It was Hilda’s first experience of a man who made capital of disgrace. The few she’d seen so far—men on the dodge, Uncle Hank’s old partner, Tracey Jacox—these spoke differently of anything criminal they had been connected with—or spoke not at all of it. It had grown to seem to Hilda one of the decencies of life to maintain such reserve. Yet Fayte made his queer kind of boasting rather attractive. Like the rest of the household, she didn’t believe he was as black as he painted himself, but it was interesting always to see just how black that would be.
And mixed up with all sorts of talk about dubious stuff he’d been into, dangers he’d run, half crimes he’d committed, Fayte—as the days and weeks went on—showed himself more and more in the character of her admirer. No stop at the pleasant half-way house of friendship; he was as carelessly over-confident in pushing to a more intimate footing with her as he had been in riding up to the Three Sorrows to rustle a whole herd of his father’s cattle. It astonished and rather amused her at first to see how little her wishes in the matter counted with him. The other boys wanted her to like them, were careful not to offend; Fayte was only interested in liking her—if his feeling could be called liking—and he didn’t a bit mind how much he offended. If she showed resentment, aversion, he only laughed and told her that some day she was going to love him just as hard as she hated him now.
Her only defense against this aggressive, almost threatening sentimentality, was to keep up the half-joking quarrels that young people use to cover all sorts of situations. For it seemed to her the two of them were forever together, and that the whole household kept out of their way and left them so. Apparently Fayte had no concerns of his own to interfere with his hanging around. He would follow her from the breakfast table, linger at the schoolroom door till Miss Ferguson had to put an end to the whispered conversation. And when the lessons were over and the girls came out, there he would be lying on his mother’s lounge in the sitting-room, or out in the hammock, a pile of paper-covered novels on floor or ground, a circle of cigarette butts and feathery ashes around him; then, if he didn’t see them first, Maybelle would call him to come and join them, or Mrs. Marchbanks would send him.
Hilda was often at her wit’s end; for there were never any of the other boys about now, whose presence might have helped out; Colonel Marchbanks had put his foot down on “all that sort of fooling,” had told the girls that for the rest of this term they must attend strictly to their lessons; there would be no more of this wasting their time with those young loafers. It was almost, Hilda thought, as though they wanted to throw her with Fayte and keep her out of the way of other people.
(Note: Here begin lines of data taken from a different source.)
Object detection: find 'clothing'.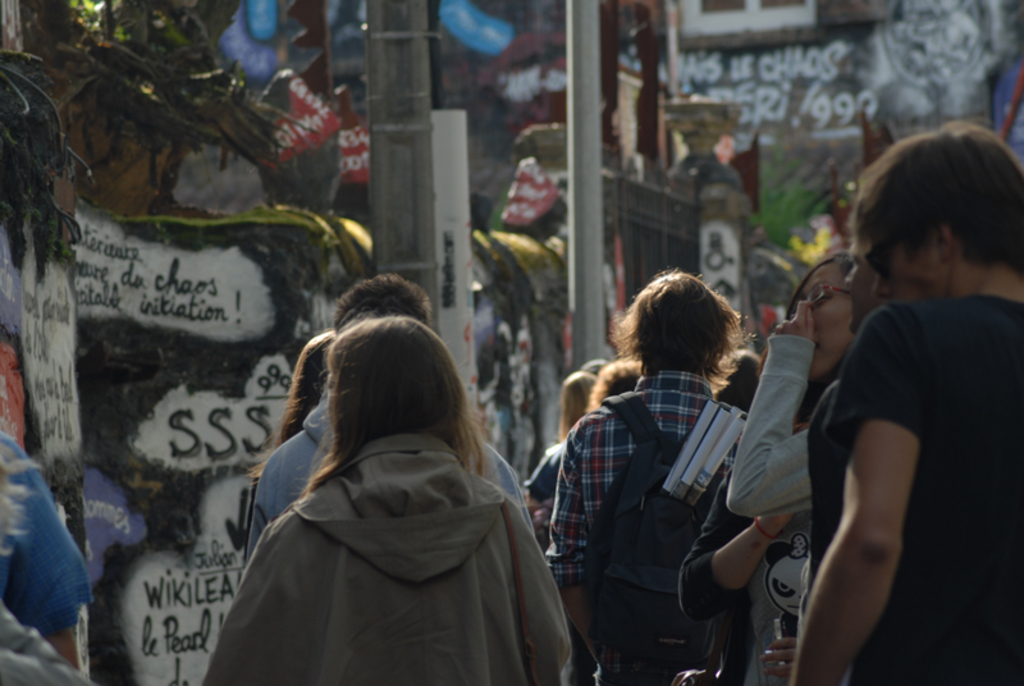
(x1=543, y1=367, x2=759, y2=685).
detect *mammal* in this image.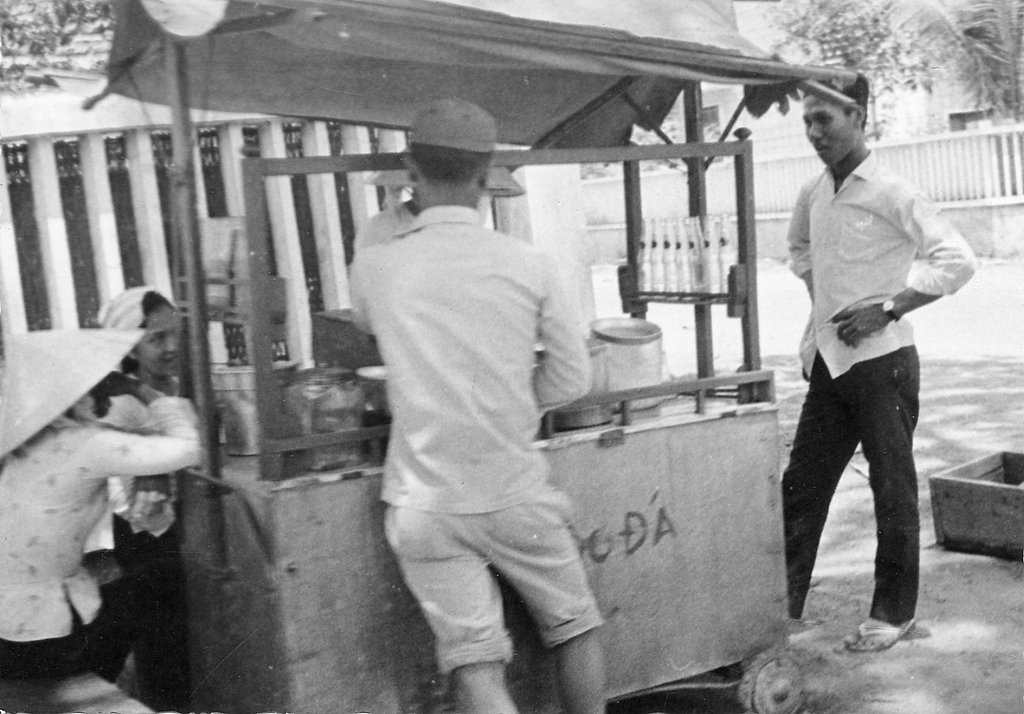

Then one afternoon Maybelle, up in Hilda’s bedroom, helping her clean her jewelry, asked with a significant glance:
“These all the rings you’ve got, Hilda?”
“They’re all I have with me,” Hilda said.
“Oh!” Again that queer look from Maybelle. “I thought maybe there was one you weren’t showing. I’ve got one nobody around the house has seen.” She waited for Hilda to say something, then finished, “But I’ll let you see it—if you want to.” She fumbled a moment at the neck of her blouse, got hold of a little ribbon there, drew out and slipped on the third finger of her left hand a solitaire of considerable size. Hilda stared at it.
“Why, Maybelle—where did you get it? It looks like—”
She broke off, and Maybelle said with one of her sly smiles.